I’m working on Staccats, a headless notification platform aimed at multi-tenant saas apps.
Tech stack:
Runtime: bun for both the HTTP API and a background worker
DB: Postgres for tenants, api_keys, users, events, templates, providers, notifications, notification_attempts
Queue: MVP is DB as queue, worker polls notifications WHERE status = ‘pending’ LIMIT 50 and processes
Flow:
App calls POST /notify with { event, userId, data } 1.
API:
Auth via Authorization: Bearer <API_KEY> → resolve tenant_id
Look up event, template, user, provider
Create notifications row with status = ‘pending’ 1.
Worker:
Polls pending notifications
Renders template with data
Sends via provider adapter (e.g. SendGrid/SES/Resend etc)
Writes notification_attempts r…
I’m working on Staccats, a headless notification platform aimed at multi-tenant saas apps.
Tech stack:
Runtime: bun for both the HTTP API and a background worker
DB: Postgres for tenants, api_keys, users, events, templates, providers, notifications, notification_attempts
Queue: MVP is DB as queue, worker polls notifications WHERE status = ‘pending’ LIMIT 50 and processes
Flow:
App calls POST /notify with { event, userId, data } 1.
API:
Auth via Authorization: Bearer <API_KEY> → resolve tenant_id
Look up event, template, user, provider
Create notifications row with status = ‘pending’ 1.
Worker:
Polls pending notifications
Renders template with data
Sends via provider adapter (e.g. SendGrid/SES/Resend etc)

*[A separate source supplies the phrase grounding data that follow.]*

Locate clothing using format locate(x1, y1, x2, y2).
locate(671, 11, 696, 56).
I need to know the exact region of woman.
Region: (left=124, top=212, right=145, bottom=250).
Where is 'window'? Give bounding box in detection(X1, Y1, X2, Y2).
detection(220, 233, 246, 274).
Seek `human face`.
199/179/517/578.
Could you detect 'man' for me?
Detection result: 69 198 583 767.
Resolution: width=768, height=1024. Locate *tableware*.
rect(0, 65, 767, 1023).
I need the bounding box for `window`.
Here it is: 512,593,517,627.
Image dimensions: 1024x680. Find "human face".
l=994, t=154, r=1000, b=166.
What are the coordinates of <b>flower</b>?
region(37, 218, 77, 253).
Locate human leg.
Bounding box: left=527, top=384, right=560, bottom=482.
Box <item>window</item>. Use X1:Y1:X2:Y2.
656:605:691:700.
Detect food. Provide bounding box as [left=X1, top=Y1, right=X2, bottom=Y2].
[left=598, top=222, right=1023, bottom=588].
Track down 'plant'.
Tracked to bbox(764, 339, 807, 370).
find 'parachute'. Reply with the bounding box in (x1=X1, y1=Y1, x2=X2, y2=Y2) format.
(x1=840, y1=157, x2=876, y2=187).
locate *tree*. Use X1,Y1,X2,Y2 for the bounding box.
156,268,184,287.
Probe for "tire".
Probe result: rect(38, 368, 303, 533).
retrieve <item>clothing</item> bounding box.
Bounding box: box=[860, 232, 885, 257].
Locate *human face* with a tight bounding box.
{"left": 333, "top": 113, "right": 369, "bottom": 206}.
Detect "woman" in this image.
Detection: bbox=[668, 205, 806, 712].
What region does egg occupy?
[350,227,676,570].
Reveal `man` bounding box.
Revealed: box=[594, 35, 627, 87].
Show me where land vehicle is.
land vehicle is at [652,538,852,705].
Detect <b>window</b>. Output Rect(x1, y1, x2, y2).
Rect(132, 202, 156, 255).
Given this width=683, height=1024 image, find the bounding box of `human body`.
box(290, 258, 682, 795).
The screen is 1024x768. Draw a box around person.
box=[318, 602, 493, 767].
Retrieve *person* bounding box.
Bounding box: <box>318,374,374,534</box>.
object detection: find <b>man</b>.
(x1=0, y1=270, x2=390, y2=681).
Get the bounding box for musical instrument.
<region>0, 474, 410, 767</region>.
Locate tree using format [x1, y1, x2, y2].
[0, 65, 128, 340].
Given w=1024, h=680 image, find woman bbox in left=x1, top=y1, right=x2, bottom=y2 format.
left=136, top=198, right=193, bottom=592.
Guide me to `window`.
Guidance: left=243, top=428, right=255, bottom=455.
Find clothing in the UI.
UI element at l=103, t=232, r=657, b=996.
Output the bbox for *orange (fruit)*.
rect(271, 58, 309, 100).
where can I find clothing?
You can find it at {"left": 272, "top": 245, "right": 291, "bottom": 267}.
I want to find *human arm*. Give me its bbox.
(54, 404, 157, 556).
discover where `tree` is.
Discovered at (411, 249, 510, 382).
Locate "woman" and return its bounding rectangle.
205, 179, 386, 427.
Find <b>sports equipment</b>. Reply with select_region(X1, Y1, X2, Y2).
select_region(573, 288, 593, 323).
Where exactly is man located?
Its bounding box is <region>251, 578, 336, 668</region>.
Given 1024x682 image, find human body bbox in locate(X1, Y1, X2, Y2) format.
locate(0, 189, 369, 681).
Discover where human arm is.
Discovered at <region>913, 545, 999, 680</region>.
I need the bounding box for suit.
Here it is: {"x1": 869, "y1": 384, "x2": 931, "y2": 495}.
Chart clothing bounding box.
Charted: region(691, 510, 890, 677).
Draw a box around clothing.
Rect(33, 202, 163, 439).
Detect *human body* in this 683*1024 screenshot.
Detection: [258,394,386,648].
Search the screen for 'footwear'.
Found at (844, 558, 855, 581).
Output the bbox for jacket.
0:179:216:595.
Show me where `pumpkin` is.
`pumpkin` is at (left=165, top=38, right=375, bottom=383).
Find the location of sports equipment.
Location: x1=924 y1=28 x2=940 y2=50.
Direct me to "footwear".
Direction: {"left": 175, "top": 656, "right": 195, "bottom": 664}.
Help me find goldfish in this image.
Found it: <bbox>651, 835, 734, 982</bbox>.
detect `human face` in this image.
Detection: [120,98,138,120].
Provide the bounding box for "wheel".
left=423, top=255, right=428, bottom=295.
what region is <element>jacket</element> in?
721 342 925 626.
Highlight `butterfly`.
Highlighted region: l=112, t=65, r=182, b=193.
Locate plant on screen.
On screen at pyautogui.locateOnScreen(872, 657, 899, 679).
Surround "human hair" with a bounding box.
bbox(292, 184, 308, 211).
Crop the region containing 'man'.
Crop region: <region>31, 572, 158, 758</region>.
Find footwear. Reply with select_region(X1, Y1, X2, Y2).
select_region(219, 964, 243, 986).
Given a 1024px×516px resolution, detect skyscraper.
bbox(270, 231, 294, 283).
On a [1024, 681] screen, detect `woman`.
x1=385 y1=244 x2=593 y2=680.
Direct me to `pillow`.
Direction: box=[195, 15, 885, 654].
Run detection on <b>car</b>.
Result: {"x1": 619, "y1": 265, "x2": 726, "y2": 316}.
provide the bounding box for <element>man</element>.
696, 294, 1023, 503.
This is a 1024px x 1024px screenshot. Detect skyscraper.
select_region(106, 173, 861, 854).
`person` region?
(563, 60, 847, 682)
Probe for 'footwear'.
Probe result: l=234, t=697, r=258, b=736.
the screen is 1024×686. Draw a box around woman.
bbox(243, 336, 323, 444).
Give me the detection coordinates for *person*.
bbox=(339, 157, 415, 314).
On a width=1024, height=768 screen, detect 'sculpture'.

Writes notification_attempts row and updates notification status
Questions for other backend folks:
Is “DB-as-queue” good enough for early stage, or would you push straight to a real queue (Redis/Sidekiq/BullMQ/etc.)?
How would you structure provider adapters? Thinking sendEmail(notification, providerConfig) with an internal contract per channel.
Any obvious “you’re going to regret this” bits in the multi-tenant / API key approach?
Would you use something like this instead of rolling your own notification service inside a Node/Bun app?